Already in the summer of 2024, Hungary should preside over the Council of the European Union. Meanwhile, the EU is considering an option to deprive Hungary of its influence.
How can the EU deprive Hungary of the right to vote
Oleksandr Krayev, a "Ukrainian Prism" Foreign Policy Council expert, told 24 Kanal that the European Union has a key and legitimate argument to stop Hungary — the 2009 Lisbon Agreement.
Article 7 of this treaty states that any country that opposes the familiar politicians of the European Union, primarily on common political issues, foreign relations, and defence, can be left without the right to vote, attend meetings, and participate in making certain decisions. This is even though she is currently presiding, has a status, her representatives have positions there, etc.
Hungary depends on the EU.
Hungary is a beneficiary country; it receives more resources and funds from the European Union than it gives to the EU. Those ten billion, which were once frozen for Hungary because it was not ready to engage in adequate cooperation regarding the Ukraine issue, can still be frozen at any moment.

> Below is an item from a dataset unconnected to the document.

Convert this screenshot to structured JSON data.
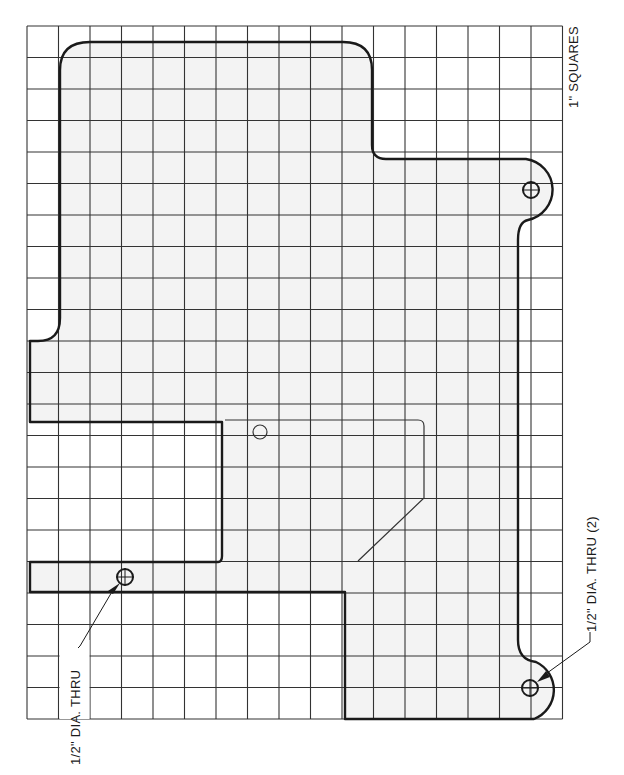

First, not all of these funds reached Hungary.
Secondly, these are not all the funds intended for this year's grant-holding countries.
Thirdly, Hungary is completely dependent on this money. More importantly, Orbán's voters depend on this money.
And now their voice must "resonate" to them. They should feel that the European Union is not ready to cooperate with them further with this position of their elected representative.
Orban's prospects
According to Oleksandr Krayev, Orban portrayed himself as the only negotiator with Trump after he visited the USA. It seems that all of Europe is afraid of Trump's arrival. They are preparing new military budgets and a new foreign policy, trying to maneuver in potentially chaotic conditions. They are trying to resist the fact that Trump will become president.
But whether he will succeed in this is still a huge question. Even though Trump's position changed, he remained as unpredictable as he was, and his position in Europe could change many times.
His isolationism, flirting with the theme of the European Union's and his policy's incomparability, quite quickly breaks against the wall of economic policy and is fastened with all the regulatory acts that the EU possesses.
The European Union of 2024 is not the European Union of the mid-2010s. Now, he is more determined to respond to such provocations, stop such populists, and take a more proactive approach.